During a Southold Town Board work session last Tuesday, the board discussed the possibility of enacting a moratorium on expansion of existing hotels and construction of new ones within Southold Town.
The board debated the motion at a time when Southold is in talks with various civic groups and residents regarding an ongoing zoning update, which is meant to help implement 13 townwide goals — ranging from land preservation to affordable housing development — put forth in its Comprehensive Plan.
Consultant groups ZoneCo LLC and Hardesty & Hanover are taking stock of allowable land uses outlined in each of the town’s 19 current zoning districts. They will then suggest updates to the town’s zoning code, which hasn’t been substantially overhauled since 1989.
Once the review is completed, according to Supervisor Al Krupski, the town will consider whether “hotels are appropriate in all those zoning districts, and at what intensity.” Southold officials can then reassess where hotels should be permitted, the allowable number of rooms per acre of land and whether there should be a cap on the size of any given hotel. A moratorium will permit the town to stop accepting new hotel applications until the zoning code is updated. Such a pause could enable officials to more effectively address community concerns about hotels, ranging from traffic to community character to water quality.
“It’s a matter of natural resources — water availability, septic flow — the impact to the roads and the impact to the community,” Mr. Krupski said, adding that the zoning update would take “about a year” to complete.
“I don’t know if there’s any proposed changes having to do with hotels yet,” Mr. Krupski said of the consultants’ review now in progress. “[A moratorium] has to be done in context of the zoning update.”
There are currently multiple applications for hotel development and expansion before the town. Plans for the new two-story Mattituck Hotel at the former Capital One building on Main Road, owned by the Cardinale family, call for 121 rooms, a 275-seat restaurant, a 300-seat catering facility and indoor and outdoor pools. Alexander Perros, an owner of the recently renovated Silver Sands hotel in Greenport, has submitted an application to transform an existing accessory boathouse on the property into a restaurant.
When asked whether these pending applications would be halted under a moratorium, Mr. Krupski said, “There’s no answer to that yet. It depends on how [the moratorium bill] is written.”
Planning department head Heather Lanza said Tuesday that the town is currently aware of four more new hotel proposals that are in the concept or pre-submission phase. Because no formal applications have yet been submitted, any of those proposals would be halted under a moratorium.
Among those pending projects is a boutique hotel at Peconic Bay Vineyards on Main Road in Cutchogue, one of scores of area properties owned by the Soloviev Group. In 2021, the Solovievs announced their intent to construct a 40-room resort with a spa and retail operations on the 53-acre property.
The town would have to seek approval from the Suffolk County Planning Commission to enact a hotel moratorium. Should the planning commission deny this request, the Southold Town Board could override that decision with votes from five of its six members.
A hotel development and expansion moratorium in Southold Town would not impact the Village of Greenport.
During last week’s nearly 40-minute discussion, the board also weighed the option of a broader moratorium to temporarily halt all commercial development, not just hotels, and the question of whether a moratorium of any kind would prove a worthwhile endeavor.
“Because we have a bunch of [hotel] applications or a lot of talk about [hotels], are we just reacting to this?” board member Jill Doherty asked. . “And what’s going to be the next thing that comes up? Moratoriums take time, paperwork … It’s going to take time away from the attorney’s office, from [the planning department] to prepare the application for the moratorium. We need to weigh that out … We can’t solve all the problems by throwing moratoriums at them.”
Town attorney Paul DeChance confirmed that his office has already drafted language for a potential hotel moratorium, which he said the Town Board will likely discuss during its next work session on March 26.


If a line in the records below contains the word "South", copy it.

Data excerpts
_ _ _ _
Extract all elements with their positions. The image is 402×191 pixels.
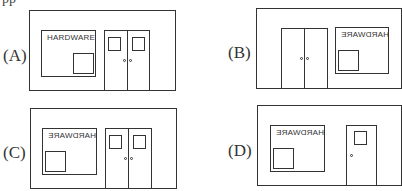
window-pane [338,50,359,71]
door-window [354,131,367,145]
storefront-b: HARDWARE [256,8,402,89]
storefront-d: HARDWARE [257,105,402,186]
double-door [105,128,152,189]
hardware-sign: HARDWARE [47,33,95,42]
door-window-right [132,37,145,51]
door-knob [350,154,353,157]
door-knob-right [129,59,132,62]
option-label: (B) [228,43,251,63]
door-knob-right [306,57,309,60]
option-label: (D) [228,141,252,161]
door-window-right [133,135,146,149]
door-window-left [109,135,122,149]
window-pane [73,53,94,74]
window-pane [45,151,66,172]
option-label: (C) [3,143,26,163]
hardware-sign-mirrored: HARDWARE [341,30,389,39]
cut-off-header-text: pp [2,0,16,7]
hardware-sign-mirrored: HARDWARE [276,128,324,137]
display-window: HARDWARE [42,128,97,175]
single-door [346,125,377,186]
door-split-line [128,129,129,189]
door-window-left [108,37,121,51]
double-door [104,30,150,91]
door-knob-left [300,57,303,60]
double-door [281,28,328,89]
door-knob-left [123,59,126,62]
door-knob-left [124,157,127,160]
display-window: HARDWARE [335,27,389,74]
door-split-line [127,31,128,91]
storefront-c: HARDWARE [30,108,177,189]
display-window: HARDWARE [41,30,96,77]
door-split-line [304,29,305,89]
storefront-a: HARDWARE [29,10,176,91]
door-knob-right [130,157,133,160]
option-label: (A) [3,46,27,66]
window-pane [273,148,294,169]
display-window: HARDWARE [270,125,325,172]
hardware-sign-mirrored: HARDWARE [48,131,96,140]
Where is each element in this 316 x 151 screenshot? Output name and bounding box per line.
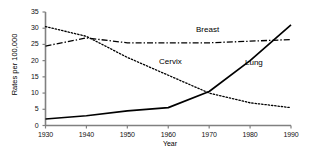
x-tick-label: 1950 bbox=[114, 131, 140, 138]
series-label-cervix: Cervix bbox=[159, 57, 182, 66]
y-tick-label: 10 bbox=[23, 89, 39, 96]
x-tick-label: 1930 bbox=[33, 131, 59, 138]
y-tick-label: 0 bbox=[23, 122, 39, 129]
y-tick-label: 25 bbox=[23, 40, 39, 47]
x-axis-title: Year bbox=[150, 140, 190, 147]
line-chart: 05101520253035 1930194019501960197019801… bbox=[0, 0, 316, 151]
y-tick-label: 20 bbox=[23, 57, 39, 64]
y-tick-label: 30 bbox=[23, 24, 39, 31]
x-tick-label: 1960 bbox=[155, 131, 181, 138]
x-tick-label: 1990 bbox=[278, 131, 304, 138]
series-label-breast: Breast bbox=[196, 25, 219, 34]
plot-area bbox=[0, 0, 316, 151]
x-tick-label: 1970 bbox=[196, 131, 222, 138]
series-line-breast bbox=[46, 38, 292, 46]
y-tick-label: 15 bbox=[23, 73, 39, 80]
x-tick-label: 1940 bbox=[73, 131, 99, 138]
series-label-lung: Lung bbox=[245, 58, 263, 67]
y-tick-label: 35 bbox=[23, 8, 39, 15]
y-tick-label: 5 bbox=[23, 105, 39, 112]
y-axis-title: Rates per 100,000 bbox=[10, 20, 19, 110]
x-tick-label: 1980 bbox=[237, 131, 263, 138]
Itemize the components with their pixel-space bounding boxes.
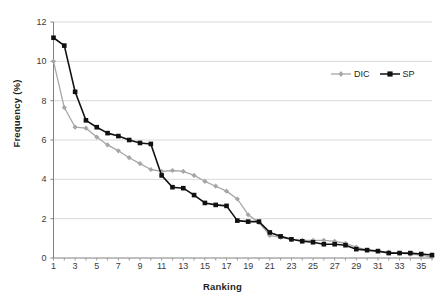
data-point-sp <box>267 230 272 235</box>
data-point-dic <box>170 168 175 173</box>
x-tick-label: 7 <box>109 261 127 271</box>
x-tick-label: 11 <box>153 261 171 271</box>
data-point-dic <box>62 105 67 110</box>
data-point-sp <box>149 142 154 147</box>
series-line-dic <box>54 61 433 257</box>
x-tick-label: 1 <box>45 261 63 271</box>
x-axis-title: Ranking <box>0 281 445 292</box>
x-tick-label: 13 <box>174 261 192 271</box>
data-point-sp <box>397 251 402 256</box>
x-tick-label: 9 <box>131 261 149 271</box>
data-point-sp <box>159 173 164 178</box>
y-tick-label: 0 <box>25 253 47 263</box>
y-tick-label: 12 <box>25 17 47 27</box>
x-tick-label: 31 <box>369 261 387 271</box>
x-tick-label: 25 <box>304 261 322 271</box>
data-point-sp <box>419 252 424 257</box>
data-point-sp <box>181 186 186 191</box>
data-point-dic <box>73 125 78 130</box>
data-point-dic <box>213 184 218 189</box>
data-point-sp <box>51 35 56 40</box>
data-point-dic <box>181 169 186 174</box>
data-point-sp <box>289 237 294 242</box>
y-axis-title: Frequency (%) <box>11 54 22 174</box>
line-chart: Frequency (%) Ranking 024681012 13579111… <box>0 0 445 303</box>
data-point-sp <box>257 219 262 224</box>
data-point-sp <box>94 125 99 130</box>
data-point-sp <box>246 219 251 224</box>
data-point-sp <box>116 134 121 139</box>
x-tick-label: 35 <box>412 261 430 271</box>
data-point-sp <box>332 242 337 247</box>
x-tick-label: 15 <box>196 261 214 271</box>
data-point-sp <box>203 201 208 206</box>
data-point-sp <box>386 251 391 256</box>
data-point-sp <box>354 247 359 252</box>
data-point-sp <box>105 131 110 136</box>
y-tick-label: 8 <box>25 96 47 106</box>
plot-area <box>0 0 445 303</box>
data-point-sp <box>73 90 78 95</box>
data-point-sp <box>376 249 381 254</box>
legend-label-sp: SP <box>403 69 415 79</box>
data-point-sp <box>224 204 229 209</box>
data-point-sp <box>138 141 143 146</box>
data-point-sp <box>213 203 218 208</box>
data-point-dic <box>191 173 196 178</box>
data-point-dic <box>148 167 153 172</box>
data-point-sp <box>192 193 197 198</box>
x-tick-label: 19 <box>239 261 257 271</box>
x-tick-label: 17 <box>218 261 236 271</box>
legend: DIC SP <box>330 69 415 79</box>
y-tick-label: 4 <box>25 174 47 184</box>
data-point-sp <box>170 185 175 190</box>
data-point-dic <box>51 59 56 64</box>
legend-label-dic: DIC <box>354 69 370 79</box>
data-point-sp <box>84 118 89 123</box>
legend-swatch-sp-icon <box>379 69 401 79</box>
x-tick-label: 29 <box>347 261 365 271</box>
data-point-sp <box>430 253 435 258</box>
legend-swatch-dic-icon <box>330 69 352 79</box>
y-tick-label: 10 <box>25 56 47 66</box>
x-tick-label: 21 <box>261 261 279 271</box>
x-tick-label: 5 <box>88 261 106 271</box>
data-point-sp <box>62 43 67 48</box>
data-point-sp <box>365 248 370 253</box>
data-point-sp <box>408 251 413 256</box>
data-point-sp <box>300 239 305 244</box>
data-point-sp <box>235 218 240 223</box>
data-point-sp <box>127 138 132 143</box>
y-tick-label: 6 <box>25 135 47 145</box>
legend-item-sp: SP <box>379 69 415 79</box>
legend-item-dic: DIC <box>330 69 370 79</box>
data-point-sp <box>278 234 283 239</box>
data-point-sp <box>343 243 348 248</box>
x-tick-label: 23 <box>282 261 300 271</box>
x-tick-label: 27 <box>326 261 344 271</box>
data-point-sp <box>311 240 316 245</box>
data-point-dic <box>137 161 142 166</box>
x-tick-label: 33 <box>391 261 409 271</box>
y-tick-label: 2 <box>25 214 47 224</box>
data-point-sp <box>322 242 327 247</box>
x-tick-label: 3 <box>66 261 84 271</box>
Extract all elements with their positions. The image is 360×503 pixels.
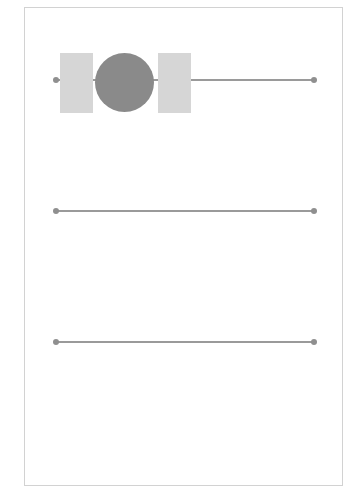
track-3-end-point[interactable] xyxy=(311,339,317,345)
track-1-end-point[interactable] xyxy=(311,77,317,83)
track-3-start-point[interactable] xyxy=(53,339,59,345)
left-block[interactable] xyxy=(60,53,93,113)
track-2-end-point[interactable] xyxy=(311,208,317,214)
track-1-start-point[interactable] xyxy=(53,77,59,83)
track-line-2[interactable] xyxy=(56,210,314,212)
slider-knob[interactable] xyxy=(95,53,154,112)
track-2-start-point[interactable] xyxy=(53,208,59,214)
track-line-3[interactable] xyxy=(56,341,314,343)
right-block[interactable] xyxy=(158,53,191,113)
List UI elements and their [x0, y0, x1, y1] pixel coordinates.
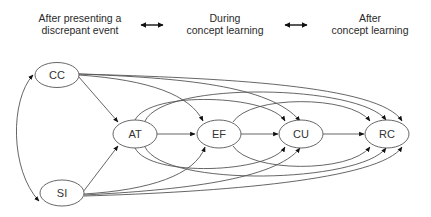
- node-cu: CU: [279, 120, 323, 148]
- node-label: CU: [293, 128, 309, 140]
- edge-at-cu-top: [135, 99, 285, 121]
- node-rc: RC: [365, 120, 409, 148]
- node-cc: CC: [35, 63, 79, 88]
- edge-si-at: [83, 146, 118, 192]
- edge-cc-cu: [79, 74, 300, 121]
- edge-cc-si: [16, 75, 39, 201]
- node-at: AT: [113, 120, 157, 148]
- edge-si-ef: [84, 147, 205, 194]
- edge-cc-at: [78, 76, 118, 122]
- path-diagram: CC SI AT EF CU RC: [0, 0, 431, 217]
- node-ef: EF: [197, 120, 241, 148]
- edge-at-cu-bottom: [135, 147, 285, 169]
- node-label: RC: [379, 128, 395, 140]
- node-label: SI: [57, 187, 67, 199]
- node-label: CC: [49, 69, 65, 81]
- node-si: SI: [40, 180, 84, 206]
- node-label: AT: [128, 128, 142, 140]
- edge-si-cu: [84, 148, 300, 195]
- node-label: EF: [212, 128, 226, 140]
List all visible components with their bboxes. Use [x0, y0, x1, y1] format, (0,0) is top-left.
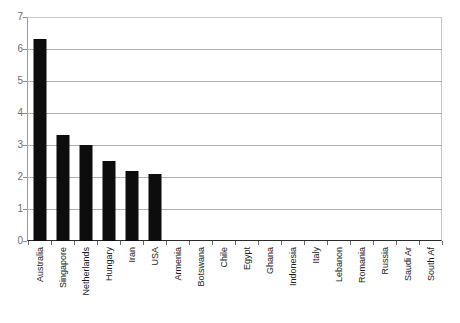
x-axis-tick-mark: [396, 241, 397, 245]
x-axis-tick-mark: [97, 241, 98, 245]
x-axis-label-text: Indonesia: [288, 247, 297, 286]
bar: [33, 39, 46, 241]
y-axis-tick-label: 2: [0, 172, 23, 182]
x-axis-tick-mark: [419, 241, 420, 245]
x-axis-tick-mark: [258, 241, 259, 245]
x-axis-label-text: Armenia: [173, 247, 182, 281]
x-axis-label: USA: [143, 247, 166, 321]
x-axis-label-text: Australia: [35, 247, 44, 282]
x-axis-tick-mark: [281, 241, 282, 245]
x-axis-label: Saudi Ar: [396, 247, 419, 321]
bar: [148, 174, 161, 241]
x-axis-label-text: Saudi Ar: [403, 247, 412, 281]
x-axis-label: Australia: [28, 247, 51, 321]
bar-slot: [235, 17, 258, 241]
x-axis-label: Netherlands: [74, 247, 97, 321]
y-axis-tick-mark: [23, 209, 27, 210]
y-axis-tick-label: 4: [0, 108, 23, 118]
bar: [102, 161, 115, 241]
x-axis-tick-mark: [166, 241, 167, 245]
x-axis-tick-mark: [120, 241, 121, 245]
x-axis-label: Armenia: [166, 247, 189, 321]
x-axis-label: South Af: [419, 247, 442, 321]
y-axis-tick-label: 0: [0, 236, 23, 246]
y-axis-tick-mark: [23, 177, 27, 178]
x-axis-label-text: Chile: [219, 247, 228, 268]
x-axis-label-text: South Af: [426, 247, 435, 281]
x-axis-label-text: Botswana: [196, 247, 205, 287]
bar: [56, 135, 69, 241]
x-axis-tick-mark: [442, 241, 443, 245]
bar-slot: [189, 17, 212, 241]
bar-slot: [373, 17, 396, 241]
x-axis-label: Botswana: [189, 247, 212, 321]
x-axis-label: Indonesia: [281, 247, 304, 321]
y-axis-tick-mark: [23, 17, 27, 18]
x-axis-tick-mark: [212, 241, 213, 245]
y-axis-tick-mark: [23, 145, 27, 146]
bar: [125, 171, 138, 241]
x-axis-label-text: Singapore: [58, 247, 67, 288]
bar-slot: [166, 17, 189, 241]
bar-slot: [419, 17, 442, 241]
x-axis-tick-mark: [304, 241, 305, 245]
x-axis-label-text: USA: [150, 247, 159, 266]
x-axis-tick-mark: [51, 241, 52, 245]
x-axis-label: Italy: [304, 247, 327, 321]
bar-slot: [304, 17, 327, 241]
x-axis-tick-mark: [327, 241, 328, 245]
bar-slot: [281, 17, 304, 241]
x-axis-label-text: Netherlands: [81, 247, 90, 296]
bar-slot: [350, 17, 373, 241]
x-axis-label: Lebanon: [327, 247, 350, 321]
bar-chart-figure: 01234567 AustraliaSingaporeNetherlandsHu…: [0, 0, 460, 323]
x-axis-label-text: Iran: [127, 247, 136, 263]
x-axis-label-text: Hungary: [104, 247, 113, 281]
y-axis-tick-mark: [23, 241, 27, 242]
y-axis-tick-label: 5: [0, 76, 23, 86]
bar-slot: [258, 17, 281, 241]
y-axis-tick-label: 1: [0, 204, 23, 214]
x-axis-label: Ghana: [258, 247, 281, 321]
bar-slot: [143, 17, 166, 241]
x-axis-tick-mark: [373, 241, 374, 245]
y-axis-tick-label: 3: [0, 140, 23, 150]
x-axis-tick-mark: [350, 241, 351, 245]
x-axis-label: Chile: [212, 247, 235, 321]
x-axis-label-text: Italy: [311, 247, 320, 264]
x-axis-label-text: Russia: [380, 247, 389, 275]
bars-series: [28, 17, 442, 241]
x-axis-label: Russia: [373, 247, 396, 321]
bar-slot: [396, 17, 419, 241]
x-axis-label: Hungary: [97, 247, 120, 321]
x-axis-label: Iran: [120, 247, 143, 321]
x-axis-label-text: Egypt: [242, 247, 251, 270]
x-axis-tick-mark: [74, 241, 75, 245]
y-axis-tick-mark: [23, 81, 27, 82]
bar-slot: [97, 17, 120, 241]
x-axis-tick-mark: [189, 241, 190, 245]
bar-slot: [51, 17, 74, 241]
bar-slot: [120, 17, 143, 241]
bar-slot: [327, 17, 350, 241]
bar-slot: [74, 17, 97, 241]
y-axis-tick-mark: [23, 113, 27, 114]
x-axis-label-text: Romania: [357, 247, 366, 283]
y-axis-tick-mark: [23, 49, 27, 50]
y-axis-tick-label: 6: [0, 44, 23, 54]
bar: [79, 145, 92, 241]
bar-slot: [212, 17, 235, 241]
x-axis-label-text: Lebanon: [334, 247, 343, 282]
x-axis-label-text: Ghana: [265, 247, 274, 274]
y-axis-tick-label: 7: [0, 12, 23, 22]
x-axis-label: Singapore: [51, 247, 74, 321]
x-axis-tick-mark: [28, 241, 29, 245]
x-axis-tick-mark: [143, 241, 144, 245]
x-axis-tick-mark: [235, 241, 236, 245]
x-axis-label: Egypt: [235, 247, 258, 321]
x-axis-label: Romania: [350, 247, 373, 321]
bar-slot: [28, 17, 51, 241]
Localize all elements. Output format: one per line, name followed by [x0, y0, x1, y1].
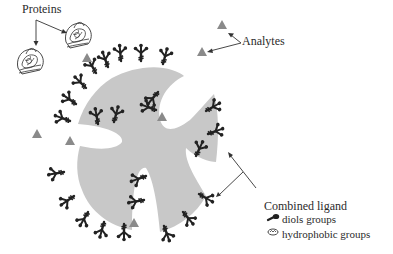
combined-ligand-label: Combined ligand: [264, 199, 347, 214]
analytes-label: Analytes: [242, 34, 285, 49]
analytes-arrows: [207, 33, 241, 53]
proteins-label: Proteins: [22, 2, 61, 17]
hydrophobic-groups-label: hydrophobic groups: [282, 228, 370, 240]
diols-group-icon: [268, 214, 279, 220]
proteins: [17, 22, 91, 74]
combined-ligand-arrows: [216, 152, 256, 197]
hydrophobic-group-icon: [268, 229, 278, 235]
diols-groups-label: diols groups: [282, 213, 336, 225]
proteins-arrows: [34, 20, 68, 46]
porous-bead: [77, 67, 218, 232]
_ _ _ _
Task output:
x-axis-label: South Af: [419, 247, 442, 321]
x-axis-label-text: South Af: [426, 247, 435, 281]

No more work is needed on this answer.